◆ Task instructions:
Write out, character for character, the line containing "The image size is (1254, 705)." and all lines after it up to the end of the listing.

Supplied data Block Start

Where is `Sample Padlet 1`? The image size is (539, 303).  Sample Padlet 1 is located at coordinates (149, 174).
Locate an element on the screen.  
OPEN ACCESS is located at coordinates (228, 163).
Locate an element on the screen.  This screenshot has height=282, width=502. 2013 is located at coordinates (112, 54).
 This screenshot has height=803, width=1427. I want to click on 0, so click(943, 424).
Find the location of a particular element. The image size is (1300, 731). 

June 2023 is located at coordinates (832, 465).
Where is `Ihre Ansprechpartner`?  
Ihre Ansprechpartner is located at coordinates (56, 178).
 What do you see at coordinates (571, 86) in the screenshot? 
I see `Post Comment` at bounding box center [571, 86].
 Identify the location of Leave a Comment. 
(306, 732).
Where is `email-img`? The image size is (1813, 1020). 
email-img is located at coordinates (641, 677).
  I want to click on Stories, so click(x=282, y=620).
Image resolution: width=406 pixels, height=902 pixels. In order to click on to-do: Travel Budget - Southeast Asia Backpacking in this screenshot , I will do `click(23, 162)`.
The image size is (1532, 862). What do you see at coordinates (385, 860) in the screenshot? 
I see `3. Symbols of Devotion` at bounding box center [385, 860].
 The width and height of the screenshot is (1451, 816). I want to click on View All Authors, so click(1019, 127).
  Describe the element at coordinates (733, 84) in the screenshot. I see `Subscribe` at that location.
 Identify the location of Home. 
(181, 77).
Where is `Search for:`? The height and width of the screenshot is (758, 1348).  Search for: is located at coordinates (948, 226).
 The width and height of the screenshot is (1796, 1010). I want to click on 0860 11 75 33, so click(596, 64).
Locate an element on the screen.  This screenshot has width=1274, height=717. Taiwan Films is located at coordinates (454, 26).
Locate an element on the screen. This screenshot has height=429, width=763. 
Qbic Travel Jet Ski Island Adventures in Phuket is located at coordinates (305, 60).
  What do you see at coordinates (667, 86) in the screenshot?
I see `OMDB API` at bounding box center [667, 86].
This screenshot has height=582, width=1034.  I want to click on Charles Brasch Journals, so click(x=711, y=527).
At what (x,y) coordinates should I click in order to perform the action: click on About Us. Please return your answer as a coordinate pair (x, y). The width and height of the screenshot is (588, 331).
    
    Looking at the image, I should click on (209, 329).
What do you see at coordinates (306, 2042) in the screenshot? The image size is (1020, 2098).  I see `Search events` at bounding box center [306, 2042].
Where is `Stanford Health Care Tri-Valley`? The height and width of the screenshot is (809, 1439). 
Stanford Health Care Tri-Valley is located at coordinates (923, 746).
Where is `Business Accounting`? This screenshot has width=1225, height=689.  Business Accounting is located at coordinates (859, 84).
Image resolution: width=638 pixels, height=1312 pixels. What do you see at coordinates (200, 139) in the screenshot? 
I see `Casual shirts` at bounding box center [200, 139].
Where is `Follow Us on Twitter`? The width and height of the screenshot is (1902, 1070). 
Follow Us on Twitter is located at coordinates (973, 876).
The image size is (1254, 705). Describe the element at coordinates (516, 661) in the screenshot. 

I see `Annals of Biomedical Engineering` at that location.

Supplied data Block End

◆ Response to the exercise:
The image size is (1254, 705). Describe the element at coordinates (516, 661) in the screenshot. 

I see `Annals of Biomedical Engineering` at that location.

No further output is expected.